Frequently Asked Questions

Per Linden's 'Handbook of Batteries': Peukert effect describes capacity reduction at high discharge rates. The empirical formula C_eff = C_rated × (I_rated/I)^(k-1) uses Peukert exponent k: 1.1-1.3 for lead-acid, 1.02-1.08 for lithium. Example: 100 Ah lead-acid (k=1.2) at 100A (1C) delivers 100 Ah, but at 200A (2C) delivers only 100×(100/200)^0.2 = 87 Ah. Always check manufacturer discharge curves at actual operating C-rate for accurate runtime.
Per battery sizing methodology: Size energy (Wh) for average power to meet runtime requirement.
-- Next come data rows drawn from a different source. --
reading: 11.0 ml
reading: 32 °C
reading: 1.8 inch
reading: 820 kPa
Size continuous current rating (C-rate) for peak current to avoid excessive voltage sag (>10% causes controller brownout). For pulsed loads, add bulk capacitance (1-10 mF per amp of pulse current) to smooth current demand—the battery then sees only average current while capacitors supply peaks.
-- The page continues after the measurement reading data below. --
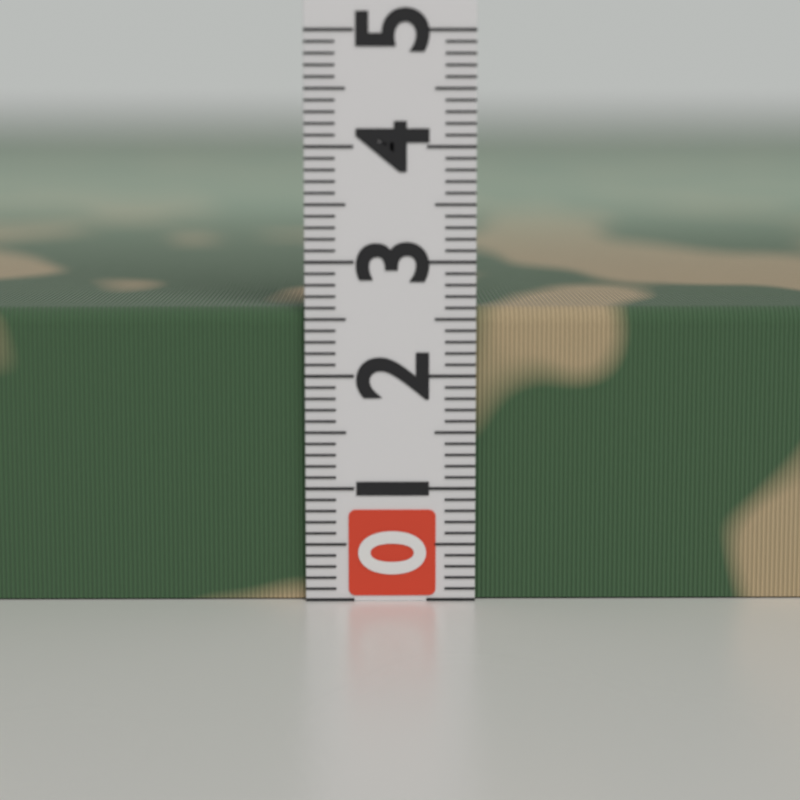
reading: 2.6 (no unit)
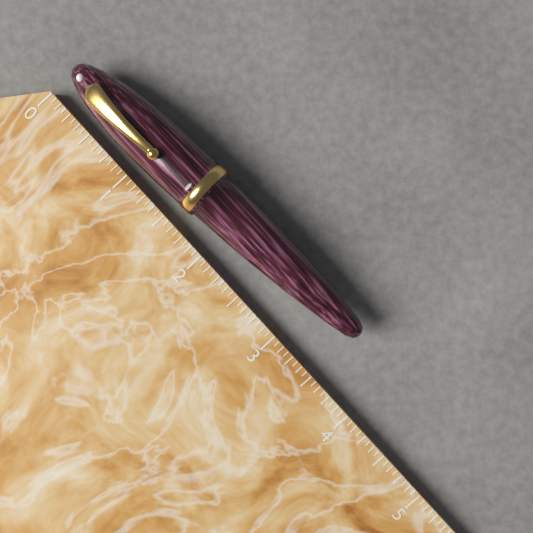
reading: 3.5000 (no unit)
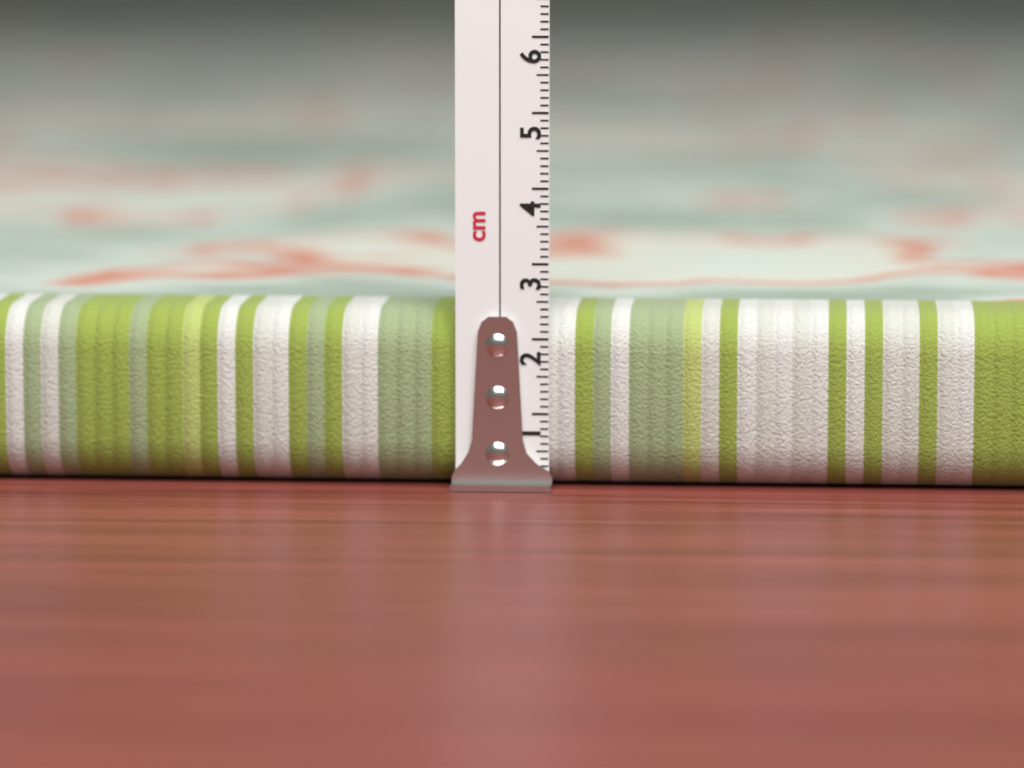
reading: 2.4 cm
Per manufacturer data across chemistries: Li-ion capacity drops to 80% at 0°C and 60% at -20°C due to increased internal resistance. Lead-acid drops to 50% at 0°C. High temperatures (>45°C) accelerate permanent capacity degradation at 2-3% per year above baseline. For reliable outdoor operation, insulate batteries and use thermal management to maintain 15-35°C operating range. Derate capacity 20% minimum for uncontrolled outdoor applications.